English Words: S
54,294 words · Page 215 of 1086
Any metathesis reaction in which both double bonds are part of the same molecule.
Concerned or preoccupied with one's own selfish or self-centered needs, interests, or wants; egocentric.
The input sound level that creates the same output voltage as the receiving microphone in the absence of any sound, and which represents the lowest point of the microphone's dynamic range.
Deeply interested in oneself to the exclusion of others; vain and narcissistic; egotistical.
officiated by players, on the "honor system", rather than by an outside observer such as a referee.
A process of attraction and repulsion in which the internal organization of a system, normally an open system, increases in complexity without being guided or managed by an outside source.

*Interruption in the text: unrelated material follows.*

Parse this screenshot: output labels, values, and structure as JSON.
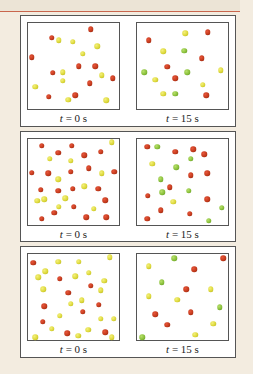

Of an action or task, designed to be completed at the learner's own rate of progress and schedule.
That partiality by which people overrate their own worth when compared with others.
Reuse of words, ideas, or artistic expression from material one had previously published or submitted, especially without acknowledgment of their earlier publication or submission.

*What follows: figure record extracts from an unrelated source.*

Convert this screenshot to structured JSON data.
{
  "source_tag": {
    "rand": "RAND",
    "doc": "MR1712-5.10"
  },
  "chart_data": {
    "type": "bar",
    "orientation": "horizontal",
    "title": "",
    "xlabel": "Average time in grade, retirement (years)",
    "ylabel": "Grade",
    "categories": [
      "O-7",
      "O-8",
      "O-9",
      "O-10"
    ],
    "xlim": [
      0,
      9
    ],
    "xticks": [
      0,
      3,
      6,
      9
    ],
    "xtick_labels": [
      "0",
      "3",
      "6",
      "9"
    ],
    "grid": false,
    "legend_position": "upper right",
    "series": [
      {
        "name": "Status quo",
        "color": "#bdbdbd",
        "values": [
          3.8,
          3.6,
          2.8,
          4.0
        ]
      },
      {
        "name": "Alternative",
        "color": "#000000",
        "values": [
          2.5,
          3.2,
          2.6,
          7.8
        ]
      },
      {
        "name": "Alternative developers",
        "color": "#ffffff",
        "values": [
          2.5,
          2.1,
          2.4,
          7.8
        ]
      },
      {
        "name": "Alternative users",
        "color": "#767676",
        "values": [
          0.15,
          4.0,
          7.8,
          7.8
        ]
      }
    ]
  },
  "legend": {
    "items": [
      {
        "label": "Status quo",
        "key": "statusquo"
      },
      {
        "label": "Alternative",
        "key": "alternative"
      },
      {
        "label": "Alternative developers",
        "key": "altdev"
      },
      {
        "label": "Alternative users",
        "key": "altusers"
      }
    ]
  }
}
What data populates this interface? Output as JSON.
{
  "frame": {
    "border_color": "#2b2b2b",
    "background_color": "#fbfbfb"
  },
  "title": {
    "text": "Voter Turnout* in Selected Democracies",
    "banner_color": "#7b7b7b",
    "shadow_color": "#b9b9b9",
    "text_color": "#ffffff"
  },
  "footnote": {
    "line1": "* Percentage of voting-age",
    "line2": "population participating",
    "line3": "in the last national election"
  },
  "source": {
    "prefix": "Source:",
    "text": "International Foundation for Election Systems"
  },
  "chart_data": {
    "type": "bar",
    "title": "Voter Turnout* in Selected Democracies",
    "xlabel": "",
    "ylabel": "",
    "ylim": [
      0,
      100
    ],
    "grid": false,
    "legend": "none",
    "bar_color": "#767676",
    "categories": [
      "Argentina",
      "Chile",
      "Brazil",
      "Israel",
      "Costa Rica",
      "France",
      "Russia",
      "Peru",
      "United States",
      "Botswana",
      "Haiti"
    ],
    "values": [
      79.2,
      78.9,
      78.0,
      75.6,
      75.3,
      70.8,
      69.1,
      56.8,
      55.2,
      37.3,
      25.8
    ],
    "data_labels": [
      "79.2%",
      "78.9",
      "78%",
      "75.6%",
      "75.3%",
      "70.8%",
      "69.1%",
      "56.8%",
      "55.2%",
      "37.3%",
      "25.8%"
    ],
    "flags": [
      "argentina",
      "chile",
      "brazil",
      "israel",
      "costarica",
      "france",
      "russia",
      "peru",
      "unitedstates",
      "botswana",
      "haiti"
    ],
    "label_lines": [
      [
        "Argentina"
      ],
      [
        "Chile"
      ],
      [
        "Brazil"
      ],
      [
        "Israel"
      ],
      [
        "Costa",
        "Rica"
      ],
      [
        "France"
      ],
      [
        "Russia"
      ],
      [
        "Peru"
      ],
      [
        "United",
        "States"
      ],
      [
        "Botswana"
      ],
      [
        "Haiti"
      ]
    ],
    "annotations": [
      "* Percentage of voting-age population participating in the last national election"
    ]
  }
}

A technique for improving the performance of reinforcement learning agents by having them play against themselves.
Spelling & Dictionary Insight
The English alphabetical index for the letter S contains 54,294 headwords drawn from our Wiktionary-derived dictionary table. At 50 entries per page the browse splits into 1,086 pages, and you are currently viewing page 215. Every row above is a dictionary-backed entry with a canonical slug, and each links through to a full definition page with pronunciation, senses, etymology, and related-word data where available.
On this page 50 of 50 entries carry a part-of-speech tag and 50 carry at least one stored definition. Coverage varies across letters because Wiktionary volunteers build entries at different speeds for different parts of the alphabet, letters with common starting sounds (S, C, T, P) usually have the densest coverage, while less frequent starters (X, Q, Z) tend to have shorter but more specialised lists. PlainSpell surfaces whatever data is present and links back to the source when a definition is not yet recorded.
For readers using this index as a spelling reference, the guarantee is that every form you see on the list is a documented English headword, not a guess, not a derived inflection lacking a lemma row. If a word you expected to find is absent from the "S" list, it usually means the form exists only as an inflection of another lemma (e.g. a past participle stored under the infinitive) or the entry has not yet been imported from Wiktionary. Use the search bar or the misspelling lookup to resolve these cases.